Blog
Advisory Board and Technical Meeting in Saint-Etienne
- 03 October 2017 /
In September 2017, Université Jean Monnet Saint-Etienne hosted the HECTOR meeting at the Hubert Curien Laboratory in Saint-Étienne.
It is only six more months to go until the project ends. Great things happened since HECTOR started on 1st March 2015, but for a successful finalization there is still plenty of work to be done in the upcoming months.

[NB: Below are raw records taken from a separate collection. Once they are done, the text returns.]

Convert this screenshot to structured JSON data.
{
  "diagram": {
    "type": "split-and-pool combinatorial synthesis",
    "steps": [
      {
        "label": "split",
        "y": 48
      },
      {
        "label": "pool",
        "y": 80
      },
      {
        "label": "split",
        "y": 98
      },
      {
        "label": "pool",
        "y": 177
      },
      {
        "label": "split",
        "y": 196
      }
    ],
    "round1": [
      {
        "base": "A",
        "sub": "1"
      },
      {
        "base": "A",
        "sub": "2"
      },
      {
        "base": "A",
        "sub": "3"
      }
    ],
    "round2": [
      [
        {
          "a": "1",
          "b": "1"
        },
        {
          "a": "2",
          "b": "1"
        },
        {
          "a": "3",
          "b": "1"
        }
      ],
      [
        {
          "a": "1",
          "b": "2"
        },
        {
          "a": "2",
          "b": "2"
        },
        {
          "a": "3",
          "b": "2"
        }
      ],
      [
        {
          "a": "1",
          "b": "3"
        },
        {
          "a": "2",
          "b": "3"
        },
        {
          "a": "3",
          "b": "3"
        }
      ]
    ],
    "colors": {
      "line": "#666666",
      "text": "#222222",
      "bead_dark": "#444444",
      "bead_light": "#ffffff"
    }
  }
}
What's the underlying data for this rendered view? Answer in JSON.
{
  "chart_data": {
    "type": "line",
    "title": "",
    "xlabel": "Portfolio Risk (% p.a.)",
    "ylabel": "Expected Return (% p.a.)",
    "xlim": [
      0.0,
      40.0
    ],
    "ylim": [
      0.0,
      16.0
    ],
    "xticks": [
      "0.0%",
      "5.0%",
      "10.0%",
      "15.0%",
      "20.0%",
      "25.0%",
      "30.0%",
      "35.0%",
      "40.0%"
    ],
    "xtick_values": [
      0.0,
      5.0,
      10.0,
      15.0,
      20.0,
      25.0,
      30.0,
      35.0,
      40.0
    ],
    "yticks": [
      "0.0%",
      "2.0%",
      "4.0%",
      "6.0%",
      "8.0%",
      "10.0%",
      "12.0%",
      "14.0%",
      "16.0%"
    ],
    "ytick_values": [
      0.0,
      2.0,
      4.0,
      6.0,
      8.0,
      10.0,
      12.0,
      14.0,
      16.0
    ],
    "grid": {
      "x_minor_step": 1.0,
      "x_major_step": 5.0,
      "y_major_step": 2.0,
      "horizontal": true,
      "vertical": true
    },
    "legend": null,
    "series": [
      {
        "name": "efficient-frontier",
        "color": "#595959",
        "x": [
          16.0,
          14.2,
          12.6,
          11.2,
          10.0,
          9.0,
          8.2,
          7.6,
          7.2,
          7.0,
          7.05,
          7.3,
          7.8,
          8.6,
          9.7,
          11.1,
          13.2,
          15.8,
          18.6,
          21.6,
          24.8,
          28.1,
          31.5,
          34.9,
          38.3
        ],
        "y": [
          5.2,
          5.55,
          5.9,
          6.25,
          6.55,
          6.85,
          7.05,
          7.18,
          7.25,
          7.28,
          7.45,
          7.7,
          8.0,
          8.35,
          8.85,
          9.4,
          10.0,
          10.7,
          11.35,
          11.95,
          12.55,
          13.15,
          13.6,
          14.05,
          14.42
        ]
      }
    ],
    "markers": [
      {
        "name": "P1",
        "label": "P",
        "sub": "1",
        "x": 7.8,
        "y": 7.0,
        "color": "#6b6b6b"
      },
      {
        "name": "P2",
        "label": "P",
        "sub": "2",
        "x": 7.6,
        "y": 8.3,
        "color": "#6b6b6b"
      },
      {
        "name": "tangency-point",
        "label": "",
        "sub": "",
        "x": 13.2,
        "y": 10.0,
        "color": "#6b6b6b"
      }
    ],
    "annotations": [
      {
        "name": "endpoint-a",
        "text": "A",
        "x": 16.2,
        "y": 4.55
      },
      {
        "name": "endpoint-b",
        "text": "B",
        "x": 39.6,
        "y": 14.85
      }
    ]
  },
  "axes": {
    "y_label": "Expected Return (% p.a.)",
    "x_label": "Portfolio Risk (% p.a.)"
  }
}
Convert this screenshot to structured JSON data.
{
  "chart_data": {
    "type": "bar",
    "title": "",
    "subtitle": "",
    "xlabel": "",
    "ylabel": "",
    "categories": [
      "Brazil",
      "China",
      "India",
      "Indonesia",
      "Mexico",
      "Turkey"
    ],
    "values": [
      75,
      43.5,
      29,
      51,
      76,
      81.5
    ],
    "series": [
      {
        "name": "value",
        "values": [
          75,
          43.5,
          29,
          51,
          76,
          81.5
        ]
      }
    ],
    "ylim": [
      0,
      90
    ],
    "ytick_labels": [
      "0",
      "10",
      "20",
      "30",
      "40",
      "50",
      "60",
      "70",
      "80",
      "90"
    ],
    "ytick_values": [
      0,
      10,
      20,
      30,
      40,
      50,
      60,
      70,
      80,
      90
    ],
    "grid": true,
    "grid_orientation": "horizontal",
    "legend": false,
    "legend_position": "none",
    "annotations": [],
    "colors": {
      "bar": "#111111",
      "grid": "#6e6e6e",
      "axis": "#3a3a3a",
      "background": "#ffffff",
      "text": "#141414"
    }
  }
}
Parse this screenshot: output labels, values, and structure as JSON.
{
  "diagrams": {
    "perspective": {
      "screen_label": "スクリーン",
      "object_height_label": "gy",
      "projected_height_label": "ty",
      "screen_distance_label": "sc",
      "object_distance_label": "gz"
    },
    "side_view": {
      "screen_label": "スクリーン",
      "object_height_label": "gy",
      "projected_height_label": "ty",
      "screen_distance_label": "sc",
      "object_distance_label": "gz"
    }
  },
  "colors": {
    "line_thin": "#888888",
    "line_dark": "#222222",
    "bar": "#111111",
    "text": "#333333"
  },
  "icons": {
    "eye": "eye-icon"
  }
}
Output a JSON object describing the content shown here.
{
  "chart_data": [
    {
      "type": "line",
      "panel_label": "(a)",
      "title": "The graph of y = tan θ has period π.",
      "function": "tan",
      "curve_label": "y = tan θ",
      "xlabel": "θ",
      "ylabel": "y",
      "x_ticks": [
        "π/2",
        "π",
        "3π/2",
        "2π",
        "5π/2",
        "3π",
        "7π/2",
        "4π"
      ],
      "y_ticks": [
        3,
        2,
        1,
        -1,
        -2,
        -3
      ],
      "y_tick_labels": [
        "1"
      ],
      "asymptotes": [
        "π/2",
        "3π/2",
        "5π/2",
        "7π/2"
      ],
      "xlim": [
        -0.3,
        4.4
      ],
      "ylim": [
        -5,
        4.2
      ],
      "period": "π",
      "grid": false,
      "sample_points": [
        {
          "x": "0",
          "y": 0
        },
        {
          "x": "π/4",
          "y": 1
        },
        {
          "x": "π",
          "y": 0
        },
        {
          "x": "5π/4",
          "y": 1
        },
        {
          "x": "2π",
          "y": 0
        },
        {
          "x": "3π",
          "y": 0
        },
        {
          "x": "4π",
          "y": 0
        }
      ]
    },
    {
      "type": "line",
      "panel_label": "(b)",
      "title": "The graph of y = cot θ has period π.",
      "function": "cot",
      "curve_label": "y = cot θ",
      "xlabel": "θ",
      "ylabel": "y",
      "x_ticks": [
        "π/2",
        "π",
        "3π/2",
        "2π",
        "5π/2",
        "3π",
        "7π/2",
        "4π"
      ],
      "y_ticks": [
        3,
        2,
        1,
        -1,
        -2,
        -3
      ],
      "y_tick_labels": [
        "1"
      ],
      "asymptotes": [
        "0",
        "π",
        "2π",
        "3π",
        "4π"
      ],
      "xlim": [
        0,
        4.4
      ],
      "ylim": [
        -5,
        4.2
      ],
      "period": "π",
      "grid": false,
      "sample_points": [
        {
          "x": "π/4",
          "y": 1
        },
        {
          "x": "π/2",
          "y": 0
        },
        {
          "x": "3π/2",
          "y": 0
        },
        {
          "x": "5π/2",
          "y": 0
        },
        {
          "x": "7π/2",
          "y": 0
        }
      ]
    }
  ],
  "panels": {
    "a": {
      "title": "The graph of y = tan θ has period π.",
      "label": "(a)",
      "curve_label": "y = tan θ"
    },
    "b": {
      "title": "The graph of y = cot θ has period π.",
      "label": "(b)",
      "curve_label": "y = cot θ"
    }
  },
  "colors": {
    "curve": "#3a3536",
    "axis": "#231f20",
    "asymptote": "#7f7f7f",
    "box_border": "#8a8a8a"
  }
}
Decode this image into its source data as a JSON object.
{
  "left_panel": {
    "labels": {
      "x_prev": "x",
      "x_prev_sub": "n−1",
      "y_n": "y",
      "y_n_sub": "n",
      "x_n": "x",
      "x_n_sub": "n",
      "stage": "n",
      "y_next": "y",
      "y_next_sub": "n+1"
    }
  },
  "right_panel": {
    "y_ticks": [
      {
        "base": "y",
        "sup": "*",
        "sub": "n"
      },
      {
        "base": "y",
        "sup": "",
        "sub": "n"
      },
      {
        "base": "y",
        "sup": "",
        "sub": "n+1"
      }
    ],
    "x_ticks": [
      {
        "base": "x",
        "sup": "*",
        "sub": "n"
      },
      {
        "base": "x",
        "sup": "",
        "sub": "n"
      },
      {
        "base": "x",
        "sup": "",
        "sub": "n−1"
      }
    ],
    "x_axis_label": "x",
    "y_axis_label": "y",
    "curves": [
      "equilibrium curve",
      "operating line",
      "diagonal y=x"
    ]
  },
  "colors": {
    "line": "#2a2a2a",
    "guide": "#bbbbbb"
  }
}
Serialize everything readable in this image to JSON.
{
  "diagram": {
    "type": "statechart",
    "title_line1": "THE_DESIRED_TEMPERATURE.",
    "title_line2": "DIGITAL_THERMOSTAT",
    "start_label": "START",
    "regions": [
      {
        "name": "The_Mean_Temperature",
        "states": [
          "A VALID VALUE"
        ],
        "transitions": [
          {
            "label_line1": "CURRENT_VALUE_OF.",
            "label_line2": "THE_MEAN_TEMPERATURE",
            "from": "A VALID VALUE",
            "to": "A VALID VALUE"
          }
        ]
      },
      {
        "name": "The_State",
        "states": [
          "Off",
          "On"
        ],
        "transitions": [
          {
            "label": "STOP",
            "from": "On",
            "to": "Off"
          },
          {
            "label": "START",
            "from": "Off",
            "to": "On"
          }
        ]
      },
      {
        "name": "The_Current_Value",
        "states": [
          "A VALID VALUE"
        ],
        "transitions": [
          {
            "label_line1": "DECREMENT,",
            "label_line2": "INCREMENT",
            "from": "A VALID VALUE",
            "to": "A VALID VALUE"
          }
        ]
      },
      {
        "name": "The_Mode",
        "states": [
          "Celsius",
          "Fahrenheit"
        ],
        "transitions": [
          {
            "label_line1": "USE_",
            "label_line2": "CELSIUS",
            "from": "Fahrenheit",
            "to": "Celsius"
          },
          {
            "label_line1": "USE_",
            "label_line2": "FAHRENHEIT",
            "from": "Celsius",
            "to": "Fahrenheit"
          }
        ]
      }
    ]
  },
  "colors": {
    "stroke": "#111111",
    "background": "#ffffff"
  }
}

Our meeting started on Tuesday (5th September) with updates regarding the PUF and TRNG building blocks, focusing on their integration in the final HECTOR demonstrator. From a strategic point of view, we recapped the HECTOR outcomes against the formerly defined objectives, specifications and requirements. Additionally, we performed proactive risk analysis and defined concrete mitigation measures, to minimize the impact on our future plans. On Wednesday 6th September, we started with an overview of our dissemination activities. At that day we had the tangible result of 7 publications in 2015, 19 publications in the year 2016 and 14 publications in 2017 so far, which is a total number of 40 publications in 31 months of the HECTOR project. We continued with the security evaluation performed by partner Brightsight and had interesting discussions with the aim to bring forward the activities regarding the demonstrators and the writing of the upcoming deliverables.
Beside our regular technical face-to-face assembly, four external advisors were invited in advance to join us for technical discussions on the 7th September:
We presented the hot topics that we were repeatedly dealing with during the project lifetime. That included the lessons learned from HECTOR on TRNG design and the evaluation of their compliance with recommendations of BSI (AIS 31), with the last draft of NIST SP 800-90B and the requirements of the French DGA. In addition, we discussed about lightweight crypto and post processing as well as the degradation of side-channel countermeasures. The challenges on PUFs learned in the course of HECTOR led finally to feedback and an open discussion round with the AB members.
The meeting was great success. We are working hard to achieve our set goals and looking forward to our next meeting in Delft in December.
Our meeting started on Tuesday (5th September) with updates regarding the PUF and TRNG building blocks, focusing on their integration in the final HECTOR demonstrator. From a strategic point of view, we recapped the HECTOR outcomes against the formerly defined objectives, specifications and requirements. Additionally, we performed proactive risk analysis and defined concrete mitigation measures, to minimize the impact on our future plans. On Wednesday 6th September, we started with an overview of our dissemination activities. At that day we had the tangible result of 7 publications in 2015, 19 publications in the year 2016 and 14 publications in 2017 so far, which is a total number of 40 publications in 31 months of the HECTOR project. We continued with the security evaluation performed by partner Brightsight and had interesting discussions with the aim to bring forward the activities regarding the demonstrators and the writing of the upcoming deliverables.
Beside our regular technical face-to-face assembly, four external advisors were invited in advance to join us for technical discussions on the 7th September:
- Werner Schindler from the German Federal Office for Information Security (BSI)
- David Lubicz from the French Ministry of Defense (DGA)
- Patrick Haddad and Emmanuel Prouff from the French National Cybersecurity Agency (ANSSI)
We presented the hot topics that we were repeatedly dealing with during the project lifetime. That included the lessons learned from HECTOR on TRNG design and the evaluation of their compliance with recommendations of BSI (AIS 31), with the last draft of NIST SP 800-90B and the requirements of the French DGA. In addition, we discussed about lightweight crypto and post processing as well as the degradation of side-channel countermeasures. The challenges on PUFs learned in the course of HECTOR led finally to feedback and an open discussion round with the AB members.
The meeting was great success. We are working hard to achieve our set goals and looking forward to our next meeting in Delft in December.